The latest dispatches from the Golden State of Lunacy have arrived, and it’s no surprise that the terms “outlandish” and “government” are wedded together yet again.
After all, the state that just ended cash bail is always up to something.
Emotional Rescue
Potentially opening a Pandora’s Box of citizens violating other citizens’ constitutional rights based on nothing but feelings, a bill has passed the state legislature allowing co-workers and school personnel to request restraining orders on the gun rights of people who they feel present a threat. The new law enables the courts to temporarily remove guns from someone who receives a complaint, as well as barring the purchase of new firearms of ammunition for the duration of the ban.
While introducing the bill immediately after the school shooting in Parkland, Florida, Assemblyman Phil Ting (D-San Francisco) illustrated how emotion-driven the measure was.

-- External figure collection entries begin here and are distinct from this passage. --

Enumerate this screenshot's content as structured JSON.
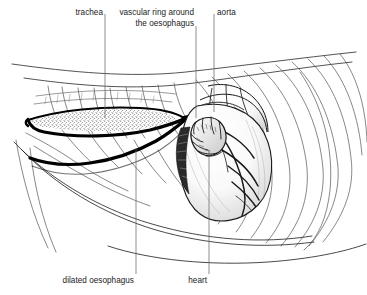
{
  "figure": {
    "background_color": "#ffffff",
    "ink_color": "#1a1a1a",
    "heavy_ink_color": "#000000",
    "width": 367,
    "height": 295
  },
  "labels": [
    {
      "id": "trachea",
      "text": "trachea",
      "align": "right",
      "text_x": 103,
      "text_y": 8,
      "leader": {
        "x1": 105,
        "y1": 14,
        "x2": 105,
        "y2": 118
      }
    },
    {
      "id": "vascular-ring",
      "text": "vascular ring around\nthe oesophagus",
      "line1": "vascular ring around",
      "line2": "the oesophagus",
      "align": "right",
      "text_x": 194,
      "text_y": 8,
      "leader": {
        "x1": 196,
        "y1": 26,
        "x2": 196,
        "y2": 118
      }
    },
    {
      "id": "aorta",
      "text": "aorta",
      "align": "left",
      "text_x": 217,
      "text_y": 8,
      "leader": {
        "x1": 214,
        "y1": 14,
        "x2": 214,
        "y2": 112
      }
    },
    {
      "id": "dilated-oesophagus",
      "text": "dilated oesophagus",
      "align": "right",
      "text_x": 134,
      "text_y": 276,
      "leader": {
        "x1": 136,
        "y1": 148,
        "x2": 136,
        "y2": 274
      }
    },
    {
      "id": "heart",
      "text": "heart",
      "align": "right",
      "text_x": 207,
      "text_y": 276,
      "leader": {
        "x1": 209,
        "y1": 150,
        "x2": 209,
        "y2": 274
      }
    }
  ],
  "structures": [
    {
      "id": "thoracic-wall",
      "name": "thoracic wall and vertebral column"
    },
    {
      "id": "rib-cage",
      "name": "ribs"
    },
    {
      "id": "sternum",
      "name": "sternum"
    },
    {
      "id": "dilated-oesophagus-body",
      "name": "dilated oesophagus (stippled lumen)"
    },
    {
      "id": "oesophagus-constriction",
      "name": "oesophageal constriction at vascular ring"
    },
    {
      "id": "caudal-oesophagus",
      "name": "caudal oesophagus"
    },
    {
      "id": "heart-body",
      "name": "heart"
    },
    {
      "id": "auricle",
      "name": "right auricle"
    },
    {
      "id": "coronary-vessels",
      "name": "coronary vessels"
    },
    {
      "id": "aortic-arch",
      "name": "aortic arch"
    },
    {
      "id": "trachea-body",
      "name": "trachea"
    },
    {
      "id": "diaphragm",
      "name": "diaphragm"
    }
  ]
}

“It just tells people in a workplace environment, if they see something, if they feel something, they can do something about it,” Ting said, “They don’t have to be helpless.”
Moved by the usual hysteria following a highly publicized shooting, Ting obviously gave no consideration to the helpless state a law-abiding citizen would find himself in if a co-worker moved to have his guns confiscated by a judge because the fellow employee felt him to be “angry” or “sullen” or whatever reason an overactive imagination could conjure.
Lame-Duck Fiat
But the idea of losing your gun rights because your cubicle neighbor witnessed your explosion over the latest printer malfunction may have to take a back seat to an even more brazen action: Governor Jerry Brown commuting the sentences of all 748 inmates on death row.

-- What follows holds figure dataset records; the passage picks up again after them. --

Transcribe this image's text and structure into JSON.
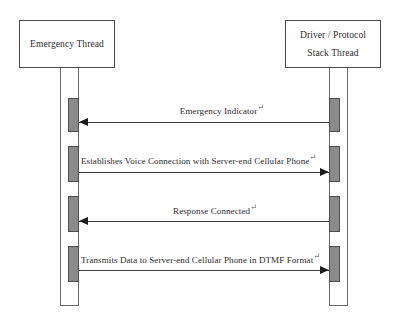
{
  "diagram": {
    "type": "uml-sequence-diagram",
    "line_break_mark": "↵",
    "colors": {
      "activation_fill": "#8a8a8a",
      "activation_border": "#4f4f4f",
      "box_border": "#4a4a4a",
      "line": "#3a3a3a",
      "text": "#2b2b2b",
      "background": "#ffffff"
    },
    "participants": [
      {
        "id": "emergency-thread",
        "lines": [
          "Emergency Thread"
        ],
        "box": {
          "x": 19,
          "y": 20,
          "width": 96,
          "height": 48
        },
        "lifeline": {
          "x": 60,
          "y": 68,
          "width": 19,
          "height": 238
        },
        "activation_x": 68,
        "activation_width": 11
      },
      {
        "id": "driver-protocol-stack-thread",
        "lines": [
          "Driver / Protocol",
          "Stack Thread"
        ],
        "box": {
          "x": 285,
          "y": 20,
          "width": 96,
          "height": 48
        },
        "lifeline": {
          "x": 329,
          "y": 68,
          "width": 19,
          "height": 238
        },
        "activation_x": 329,
        "activation_width": 11
      }
    ],
    "messages": [
      {
        "index": 1,
        "label": "Emergency Indicator",
        "direction": "right-to-left",
        "from": "driver-protocol-stack-thread",
        "to": "emergency-thread",
        "line_y": 122,
        "label_x": 222,
        "label_y": 103,
        "activation_top": 98,
        "activation_height": 34
      },
      {
        "index": 2,
        "label": "Establishes Voice Connection with Server-end Cellular Phone",
        "direction": "left-to-right",
        "from": "emergency-thread",
        "to": "driver-protocol-stack-thread",
        "line_y": 172,
        "label_x": 81,
        "label_y": 153,
        "activation_top": 146,
        "activation_height": 36
      },
      {
        "index": 3,
        "label": "Response Connected",
        "direction": "right-to-left",
        "from": "driver-protocol-stack-thread",
        "to": "emergency-thread",
        "line_y": 221,
        "label_x": 215,
        "label_y": 203,
        "activation_top": 196,
        "activation_height": 36
      },
      {
        "index": 4,
        "label": "Transmits Data to Server-end Cellular Phone in DTMF Format",
        "direction": "left-to-right",
        "from": "emergency-thread",
        "to": "driver-protocol-stack-thread",
        "line_y": 270,
        "label_x": 81,
        "label_y": 252,
        "activation_top": 246,
        "activation_height": 36
      }
    ]
  }
}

John Phillips at the Orange County Register details how a former state public defender, Quin Denvir, wrote Brown a letter in 2016 urging him to commute all death penalty sentences.
Brown’s office confirmed it had received the letter from Denvir, who helped Unabomber Theodore Kaczynski avoid execution, the Sacramento Bee reported at the time. But, the newspaper noted, the California Constitution did not give the governor power to grant a pardon or commutation to a person “twice convicted of a felony except on recommendation of the Supreme Court, 4 judges concurring.”
“That’s at least half the people on death row,” Michele Hanisee, president of the Association of Deputy District Attorneys in Los Angeles County, told Phillips at the OC Register.
And that would seem to have put an end to the matter. Until the California Supreme Court issued an administrative order out of the blue on March 28 clearing the way for Brown “to legally commute the sentences of every inmate on death row,” as Phillips states.
The move seems tailored to enable a lame-duck governor known for his propensity to grant pardons to go on a binge before he leaves office in January. Even so, Brown would be going against the wishes of a majority of California voters, who defeated a measure to overturn the death penalty in 2016 and approved another measure to speed up executions.
The San Jose Mercury News notes that Brown is personally opposed to the death penalty but vowed to carry it out as governor.
He hasn’t commuted a death sentence in 16 years in office.
“But in his 20s,” the paper reports, “Brown joined anti-death penalty protesters singing ‘We Shall Overcome’ outside the gates of San Quentin State Prison as an inmate went to the gas chamber inside.”
The OC Register‘s Phillips sees an orchestrated campaign in the works:
“Brown and his anti-death penalty cronies could very well be in collusion with the California Supreme Court to thwart the will of the people and effectively end the death penalty in the Golden State – something Jerry has been trying to do since his dad was governor back in the 1950s and 1960s.”
It’s just another day in Crazy California.